Last updated: September 21, 2024
Place
Sleeping Bear Dune Overlook- Stop #10
Quick Facts
Amenities
3 listed
Audio Description, Benches/Seating, Scenic View/Photo Spot
Located approximately 600 ft from the Lake Michigan Overlook Deck through sand, you will arrive to another viewing platform.
The Sleeping Bear Dune is the large dune, along the edge of the bluff covered in dark green vegetation. From where you stand, it is about 1 mile away from this overlook. It hardly looks like a bear now, for it has been changing rapidly in recent years. At the turn of the century, it was a round knob completely covered with trees and shrubs. The Anishinaabe people use the Bear as a landmark and tell a story to explain its origin.
In western science, the Sleeping Bear Dune is estimated to be about two thousand years old and has a fascinating history. It is classified as a perched dune because it is perched on top of a plateau, high above the lake. When the dune was forming, it was not at the edge of the bluff, but somewhat inland. Wind carried sand from the upper portion of the Lake Michigan bluff inland and deposited it to form the Sleeping Bear Dune. For a long time, the Sleeping Bear Dune stood at about 234 feet high with a dense plant cover. However, through most of the twentieth century, erosion has prevailed.
By 1961, the dune was only 132 feet high, and by 1980, it was down to 103 feet. The process is a continuing one. The major cause of the dune’s erosion was wave action wearing away the base of the plateau on which the dune rests. As the west side of the dune loses its support, it cascades down the hill. The wind, too, is a major agent of erosion, removing sand and destroying the dune’s plant cover.
What does the future hold? It seems that the present trend will continue, and it is only a matter of time until the Bear disappears completely.
The Sleeping Bear Dune is the large dune, along the edge of the bluff covered in dark green vegetation. From where you stand, it is about 1 mile away from this overlook. It hardly looks like a bear now, for it has been changing rapidly in recent years. At the turn of the century, it was a round knob completely covered with trees and shrubs. The Anishinaabe people use the Bear as a landmark and tell a story to explain its origin.
In western science, the Sleeping Bear Dune is estimated to be about two thousand years old and has a fascinating history. It is classified as a perched dune because it is perched on top of a plateau, high above the lake. When the dune was forming, it was not at the edge of the bluff, but somewhat inland. Wind carried sand from the upper portion of the Lake Michigan bluff inland and deposited it to form the Sleeping Bear Dune. For a long time, the Sleeping Bear Dune stood at about 234 feet high with a dense plant cover. However, through most of the twentieth century, erosion has prevailed.
By 1961, the dune was only 132 feet high, and by 1980, it was down to 103 feet. The process is a continuing one. The major cause of the dune’s erosion was wave action wearing away the base of the plateau on which the dune rests. As the west side of the dune loses its support, it cascades down the hill. The wind, too, is a major agent of erosion, removing sand and destroying the dune’s plant cover.
What does the future hold? It seems that the present trend will continue, and it is only a matter of time until the Bear disappears completely.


▸ **WORK ITEM**
If a line in the records below contains the word "Recovery", copy it out.

Stored data:
# # # #

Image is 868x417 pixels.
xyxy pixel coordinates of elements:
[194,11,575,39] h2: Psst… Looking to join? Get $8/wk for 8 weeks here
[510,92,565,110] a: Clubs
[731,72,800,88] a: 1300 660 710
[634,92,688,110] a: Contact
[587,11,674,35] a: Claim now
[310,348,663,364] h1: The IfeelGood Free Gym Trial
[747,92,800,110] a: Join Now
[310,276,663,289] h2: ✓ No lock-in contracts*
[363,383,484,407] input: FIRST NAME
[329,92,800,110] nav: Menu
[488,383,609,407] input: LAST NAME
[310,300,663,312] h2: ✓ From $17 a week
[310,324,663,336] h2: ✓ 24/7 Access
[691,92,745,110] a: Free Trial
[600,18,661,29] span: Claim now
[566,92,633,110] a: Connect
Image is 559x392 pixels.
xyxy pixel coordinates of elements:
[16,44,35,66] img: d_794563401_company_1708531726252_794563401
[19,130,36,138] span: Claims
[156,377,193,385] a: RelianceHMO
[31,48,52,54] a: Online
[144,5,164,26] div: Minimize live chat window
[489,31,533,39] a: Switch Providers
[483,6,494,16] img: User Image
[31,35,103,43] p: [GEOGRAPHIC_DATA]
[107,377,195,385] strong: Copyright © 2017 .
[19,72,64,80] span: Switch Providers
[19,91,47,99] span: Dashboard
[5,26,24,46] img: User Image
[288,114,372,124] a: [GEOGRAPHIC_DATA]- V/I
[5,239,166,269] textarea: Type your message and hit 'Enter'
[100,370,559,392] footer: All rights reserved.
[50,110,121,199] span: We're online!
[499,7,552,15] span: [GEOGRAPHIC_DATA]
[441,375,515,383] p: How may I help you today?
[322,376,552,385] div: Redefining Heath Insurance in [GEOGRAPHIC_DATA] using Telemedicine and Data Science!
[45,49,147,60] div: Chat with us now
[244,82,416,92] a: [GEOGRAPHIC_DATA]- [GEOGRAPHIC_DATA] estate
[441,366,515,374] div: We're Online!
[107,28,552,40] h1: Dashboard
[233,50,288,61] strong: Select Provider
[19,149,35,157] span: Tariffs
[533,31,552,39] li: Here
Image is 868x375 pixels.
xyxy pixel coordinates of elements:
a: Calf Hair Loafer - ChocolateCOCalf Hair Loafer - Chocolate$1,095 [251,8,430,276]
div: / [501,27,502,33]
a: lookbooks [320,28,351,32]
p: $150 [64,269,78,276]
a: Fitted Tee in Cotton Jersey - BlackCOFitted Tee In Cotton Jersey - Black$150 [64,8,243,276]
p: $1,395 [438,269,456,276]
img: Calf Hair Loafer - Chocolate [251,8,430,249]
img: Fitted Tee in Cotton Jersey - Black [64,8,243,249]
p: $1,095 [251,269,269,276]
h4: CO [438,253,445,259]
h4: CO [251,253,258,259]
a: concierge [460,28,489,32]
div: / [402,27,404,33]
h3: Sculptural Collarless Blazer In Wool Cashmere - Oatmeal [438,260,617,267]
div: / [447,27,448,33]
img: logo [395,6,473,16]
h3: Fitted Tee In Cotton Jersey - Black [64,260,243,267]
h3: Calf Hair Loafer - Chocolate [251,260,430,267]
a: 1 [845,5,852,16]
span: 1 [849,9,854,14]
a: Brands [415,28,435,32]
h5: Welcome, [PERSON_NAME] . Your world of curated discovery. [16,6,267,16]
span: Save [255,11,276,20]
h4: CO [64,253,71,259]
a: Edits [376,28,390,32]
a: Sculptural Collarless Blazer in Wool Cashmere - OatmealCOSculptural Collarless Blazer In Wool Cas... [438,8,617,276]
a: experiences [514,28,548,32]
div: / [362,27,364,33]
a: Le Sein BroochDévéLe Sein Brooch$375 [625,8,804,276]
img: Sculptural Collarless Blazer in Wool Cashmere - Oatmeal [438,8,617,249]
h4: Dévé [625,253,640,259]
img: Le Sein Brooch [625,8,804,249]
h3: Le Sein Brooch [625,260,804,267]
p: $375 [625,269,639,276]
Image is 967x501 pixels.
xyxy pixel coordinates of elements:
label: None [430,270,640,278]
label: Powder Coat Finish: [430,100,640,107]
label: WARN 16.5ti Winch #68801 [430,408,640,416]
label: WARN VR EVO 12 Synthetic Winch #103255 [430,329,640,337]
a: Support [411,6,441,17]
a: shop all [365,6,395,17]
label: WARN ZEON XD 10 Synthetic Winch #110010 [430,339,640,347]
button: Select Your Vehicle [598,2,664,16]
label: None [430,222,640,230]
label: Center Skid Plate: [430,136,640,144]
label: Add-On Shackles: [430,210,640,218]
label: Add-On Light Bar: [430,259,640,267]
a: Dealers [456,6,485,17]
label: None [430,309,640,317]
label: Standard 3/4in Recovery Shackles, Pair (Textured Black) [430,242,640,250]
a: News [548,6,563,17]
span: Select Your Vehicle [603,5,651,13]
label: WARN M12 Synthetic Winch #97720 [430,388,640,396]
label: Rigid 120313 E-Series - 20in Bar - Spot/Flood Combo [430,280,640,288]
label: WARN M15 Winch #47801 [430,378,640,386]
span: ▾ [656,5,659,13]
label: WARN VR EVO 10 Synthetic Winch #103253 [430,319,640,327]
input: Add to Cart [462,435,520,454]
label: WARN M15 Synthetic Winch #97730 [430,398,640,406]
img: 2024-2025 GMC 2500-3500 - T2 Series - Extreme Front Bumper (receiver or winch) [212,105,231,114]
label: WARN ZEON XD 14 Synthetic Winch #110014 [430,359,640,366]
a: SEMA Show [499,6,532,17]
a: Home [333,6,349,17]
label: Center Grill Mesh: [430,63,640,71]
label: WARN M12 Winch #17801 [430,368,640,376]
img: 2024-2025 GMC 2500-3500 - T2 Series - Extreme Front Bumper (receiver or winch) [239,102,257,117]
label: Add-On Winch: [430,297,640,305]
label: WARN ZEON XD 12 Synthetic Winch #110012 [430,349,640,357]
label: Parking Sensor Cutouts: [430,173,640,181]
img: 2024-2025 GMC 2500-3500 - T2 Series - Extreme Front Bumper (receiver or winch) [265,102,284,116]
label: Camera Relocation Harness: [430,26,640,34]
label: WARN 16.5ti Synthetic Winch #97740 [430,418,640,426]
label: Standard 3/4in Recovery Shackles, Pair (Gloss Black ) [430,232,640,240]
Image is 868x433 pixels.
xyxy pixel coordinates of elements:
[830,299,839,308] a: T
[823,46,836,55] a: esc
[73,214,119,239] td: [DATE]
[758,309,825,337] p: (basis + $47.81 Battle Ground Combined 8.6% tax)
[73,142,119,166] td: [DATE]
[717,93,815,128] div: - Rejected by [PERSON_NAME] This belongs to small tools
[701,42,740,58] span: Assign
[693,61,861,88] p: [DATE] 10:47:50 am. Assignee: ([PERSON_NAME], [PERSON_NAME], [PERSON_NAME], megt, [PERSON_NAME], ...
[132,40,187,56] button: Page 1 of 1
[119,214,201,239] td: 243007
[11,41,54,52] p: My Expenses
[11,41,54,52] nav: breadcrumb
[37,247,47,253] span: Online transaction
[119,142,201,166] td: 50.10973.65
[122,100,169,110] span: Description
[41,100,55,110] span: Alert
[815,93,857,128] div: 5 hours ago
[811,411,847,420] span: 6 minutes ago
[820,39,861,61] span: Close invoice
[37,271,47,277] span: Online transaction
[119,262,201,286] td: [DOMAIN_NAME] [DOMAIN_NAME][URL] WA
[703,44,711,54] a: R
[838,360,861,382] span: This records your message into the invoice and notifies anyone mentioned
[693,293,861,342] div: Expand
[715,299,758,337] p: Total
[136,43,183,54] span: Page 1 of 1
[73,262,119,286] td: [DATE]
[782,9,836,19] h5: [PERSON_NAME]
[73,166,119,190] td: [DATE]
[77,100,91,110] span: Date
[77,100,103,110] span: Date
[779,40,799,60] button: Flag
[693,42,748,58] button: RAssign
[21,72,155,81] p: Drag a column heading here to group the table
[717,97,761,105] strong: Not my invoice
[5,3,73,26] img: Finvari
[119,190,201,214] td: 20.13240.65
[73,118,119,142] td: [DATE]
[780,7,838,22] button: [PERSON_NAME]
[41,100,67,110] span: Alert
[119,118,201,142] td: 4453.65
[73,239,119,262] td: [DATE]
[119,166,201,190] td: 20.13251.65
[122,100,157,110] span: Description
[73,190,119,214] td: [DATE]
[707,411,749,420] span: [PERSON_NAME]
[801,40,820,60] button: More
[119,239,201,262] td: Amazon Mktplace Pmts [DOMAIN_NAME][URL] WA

# # # #

▸ **EXERCISE SOLUTION**
label: Standard 3/4in Recovery Shackles, Pair (Textured Black) [430,242,640,250]
label: Standard 3/4in Recovery Shackles, Pair (Gloss Black ) [430,232,640,240]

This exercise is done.